Myth: “Financing is the same for both.” Reality: condo financing has an extra gate — lenders review the building (owner-occupancy ratios, reserves, litigation, insurance) as well as you. A building that fails lender review shrinks your buyer pool at resale too. Fee-simple townhomes finance like houses. This is one of the quietest but most consequential differences.
Where each one lives
Geography does some of the choosing for you. Condo inventory concentrates downtown, in Belltown, First Hill, Capitol Hill, and around urban centers — if you want to live in the core, you’re realistically condo shopping (see the Belltown guide and First Hill guide for what that looks like block by block). Townhomes dominate the infill neighborhoods: Ballard, Fremont, Beacon Hill, Columbia City, West Seattle — places where old single-family lots were split into four units. The Ballard guide covers the densest townhome territory in the city.
Side-by-side
| Dimension | Condo | Townhome (fee-simple) |
|---|---|---|
| What you own | Interior airspace + share of common elements | Structure and land |
| Monthly carry | Mortgage + dues (often substantial) | Mortgage; maintenance self-funded |
| Big-repair risk | Pooled — but special assessments can land hard | All yours, on your timing |
| Control | HOA rules: rentals, pets, remodels | Near-total |
| Maintenance effort | Minimal | Real: envelope, roof, deck, drainage |
| Financing | Lender reviews the building too | Standard |
| Typical location | Urban cores | Infill neighborhoods |
| Resale behavior | More cyclical, generally slower appreciation | Tracks closer to single-family |
| Stairs | Usually none inside | Usually three to four floors of them |
The diligence that actually matters
For a condo, the resale certificate is the whole game: reserve study, dues history, pending special assessments, litigation, owner-occupancy ratio, and meeting minutes (read the minutes — that’s where the building tells the truth). For a townhome: sewer scope, envelope/siding inspection, the party-wall or joint-maintenance agreement, and a hard look at the roof deck. Neither is optional. A cheap condo in a sick building is the most expensive home in Seattle.
Verdict by buyer type
Choose a condo if…
- You want to live downtown or in the densest parts of Capitol Hill/First Hill — that’s where the inventory is.

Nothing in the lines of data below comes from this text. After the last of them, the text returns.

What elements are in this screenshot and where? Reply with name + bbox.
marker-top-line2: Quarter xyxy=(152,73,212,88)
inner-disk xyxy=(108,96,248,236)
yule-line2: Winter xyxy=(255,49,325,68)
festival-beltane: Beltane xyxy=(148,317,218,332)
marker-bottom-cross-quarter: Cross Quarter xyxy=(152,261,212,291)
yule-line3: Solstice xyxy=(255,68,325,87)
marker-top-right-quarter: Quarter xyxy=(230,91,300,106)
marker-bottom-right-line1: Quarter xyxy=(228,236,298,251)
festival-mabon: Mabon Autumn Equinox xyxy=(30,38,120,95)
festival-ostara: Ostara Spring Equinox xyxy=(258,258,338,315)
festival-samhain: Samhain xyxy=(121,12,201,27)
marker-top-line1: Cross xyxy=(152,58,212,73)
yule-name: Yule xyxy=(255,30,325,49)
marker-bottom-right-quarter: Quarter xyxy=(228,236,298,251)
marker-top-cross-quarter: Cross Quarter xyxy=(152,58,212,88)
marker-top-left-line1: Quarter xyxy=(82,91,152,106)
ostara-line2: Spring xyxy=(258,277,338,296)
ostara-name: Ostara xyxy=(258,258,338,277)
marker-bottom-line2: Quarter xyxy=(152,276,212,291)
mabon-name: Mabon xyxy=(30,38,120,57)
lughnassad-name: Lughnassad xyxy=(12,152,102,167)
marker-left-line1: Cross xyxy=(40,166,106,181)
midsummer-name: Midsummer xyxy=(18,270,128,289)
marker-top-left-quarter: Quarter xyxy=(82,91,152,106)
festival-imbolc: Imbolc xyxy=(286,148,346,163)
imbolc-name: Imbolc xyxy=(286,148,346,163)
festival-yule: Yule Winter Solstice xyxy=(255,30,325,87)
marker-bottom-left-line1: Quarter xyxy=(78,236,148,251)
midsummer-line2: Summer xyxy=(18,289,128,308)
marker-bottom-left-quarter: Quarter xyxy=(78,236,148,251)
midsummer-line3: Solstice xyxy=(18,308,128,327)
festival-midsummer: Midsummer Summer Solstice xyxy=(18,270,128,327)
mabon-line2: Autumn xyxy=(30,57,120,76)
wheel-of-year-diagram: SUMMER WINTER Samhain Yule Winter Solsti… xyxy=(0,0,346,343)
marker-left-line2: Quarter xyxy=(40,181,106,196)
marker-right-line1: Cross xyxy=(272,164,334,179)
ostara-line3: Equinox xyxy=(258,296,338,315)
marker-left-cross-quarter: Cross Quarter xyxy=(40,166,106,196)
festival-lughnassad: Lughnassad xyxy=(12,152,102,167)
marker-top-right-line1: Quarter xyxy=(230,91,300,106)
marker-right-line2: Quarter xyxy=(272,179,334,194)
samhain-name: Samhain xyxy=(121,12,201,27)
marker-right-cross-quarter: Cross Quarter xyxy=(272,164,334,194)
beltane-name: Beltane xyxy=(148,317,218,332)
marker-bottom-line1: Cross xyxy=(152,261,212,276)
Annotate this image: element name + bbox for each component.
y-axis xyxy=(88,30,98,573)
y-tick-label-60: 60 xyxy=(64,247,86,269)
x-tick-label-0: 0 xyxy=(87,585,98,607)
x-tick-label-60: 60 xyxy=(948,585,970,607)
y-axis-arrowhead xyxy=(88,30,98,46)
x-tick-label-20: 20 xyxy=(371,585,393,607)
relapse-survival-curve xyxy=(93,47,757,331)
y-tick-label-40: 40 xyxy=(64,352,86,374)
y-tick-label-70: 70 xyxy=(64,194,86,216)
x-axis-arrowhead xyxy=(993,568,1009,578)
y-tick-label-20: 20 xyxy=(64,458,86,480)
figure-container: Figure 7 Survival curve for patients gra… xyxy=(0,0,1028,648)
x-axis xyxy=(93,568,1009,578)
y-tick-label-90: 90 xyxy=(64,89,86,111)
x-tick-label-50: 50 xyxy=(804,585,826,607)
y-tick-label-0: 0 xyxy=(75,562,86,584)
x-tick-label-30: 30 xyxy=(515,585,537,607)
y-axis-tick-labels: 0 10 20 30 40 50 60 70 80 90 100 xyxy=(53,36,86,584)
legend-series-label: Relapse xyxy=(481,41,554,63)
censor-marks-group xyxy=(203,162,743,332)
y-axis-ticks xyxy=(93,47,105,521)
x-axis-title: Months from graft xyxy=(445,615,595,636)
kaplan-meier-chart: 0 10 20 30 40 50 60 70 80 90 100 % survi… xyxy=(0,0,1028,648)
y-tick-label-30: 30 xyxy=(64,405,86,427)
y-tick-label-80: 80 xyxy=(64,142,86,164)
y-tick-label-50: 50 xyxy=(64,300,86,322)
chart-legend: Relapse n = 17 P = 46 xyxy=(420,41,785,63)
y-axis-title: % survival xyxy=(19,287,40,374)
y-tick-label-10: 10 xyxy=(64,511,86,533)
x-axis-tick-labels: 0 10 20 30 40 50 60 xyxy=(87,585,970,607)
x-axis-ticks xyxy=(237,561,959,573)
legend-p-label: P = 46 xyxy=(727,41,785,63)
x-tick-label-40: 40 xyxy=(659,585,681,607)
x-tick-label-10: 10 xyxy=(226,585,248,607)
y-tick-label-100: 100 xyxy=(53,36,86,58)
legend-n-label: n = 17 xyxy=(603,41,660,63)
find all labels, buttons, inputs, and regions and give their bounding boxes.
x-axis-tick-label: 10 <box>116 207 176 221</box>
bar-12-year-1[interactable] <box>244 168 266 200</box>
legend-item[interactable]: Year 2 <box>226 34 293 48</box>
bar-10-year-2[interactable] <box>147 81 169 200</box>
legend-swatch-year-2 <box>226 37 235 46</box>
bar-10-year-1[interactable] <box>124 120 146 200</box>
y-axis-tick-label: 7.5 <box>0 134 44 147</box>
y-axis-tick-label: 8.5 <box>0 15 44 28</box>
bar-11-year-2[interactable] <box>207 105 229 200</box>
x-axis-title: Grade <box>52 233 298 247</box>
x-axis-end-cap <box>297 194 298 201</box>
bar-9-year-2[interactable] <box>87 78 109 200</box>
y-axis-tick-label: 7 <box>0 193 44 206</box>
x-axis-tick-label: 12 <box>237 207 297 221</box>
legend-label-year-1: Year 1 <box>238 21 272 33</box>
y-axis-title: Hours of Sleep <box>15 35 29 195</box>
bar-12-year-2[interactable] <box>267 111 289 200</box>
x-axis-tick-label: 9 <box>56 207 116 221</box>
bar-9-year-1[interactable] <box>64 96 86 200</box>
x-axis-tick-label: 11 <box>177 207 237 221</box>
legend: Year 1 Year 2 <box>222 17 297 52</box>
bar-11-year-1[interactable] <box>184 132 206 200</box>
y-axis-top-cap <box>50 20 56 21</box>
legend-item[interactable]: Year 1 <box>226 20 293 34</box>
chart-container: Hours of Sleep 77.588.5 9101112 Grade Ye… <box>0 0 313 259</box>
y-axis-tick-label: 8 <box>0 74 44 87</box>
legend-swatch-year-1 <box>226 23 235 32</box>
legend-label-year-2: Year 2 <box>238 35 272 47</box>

- You travel often, hate maintenance, or want true lock-and-leave living.
- Stairs are a problem now or will be within your hold period.
- You’ll do the building diligence seriously and walk away from weak reserves without sentimentality.
Choose a townhome if…
- You want land, appreciation behavior closer to single-family, and no association controlling your dues.
- You’re willing to be your own facilities manager — or budget honestly to hire it out.
- You’re buying with a five-to-ten-year horizon and want the wider resale buyer pool of fee-simple property.
- Vertical living is fine; you’ll climb to the bedroom every night.
Genuinely torn? Default to the townhome if your horizon is long and your knees are good; default to the condo if your life is mobile and your weekends are spoken for. And in either case, walk from any specific property whose paperwork — resale cert or party-wall agreement — reads badly. The category matters less than the individual asset.
One more cost worth comparing side by side: what you’ll pay an agent. On Manaky Homes, licensed Greater Seattle agents publish their actual fee structures — flat, percentage, hybrid — in the open, free for buyers to compare. Get on the waitlist before you start touring, and use the calculators to stress-test dues-vs-maintenance math for any unit you’re weighing.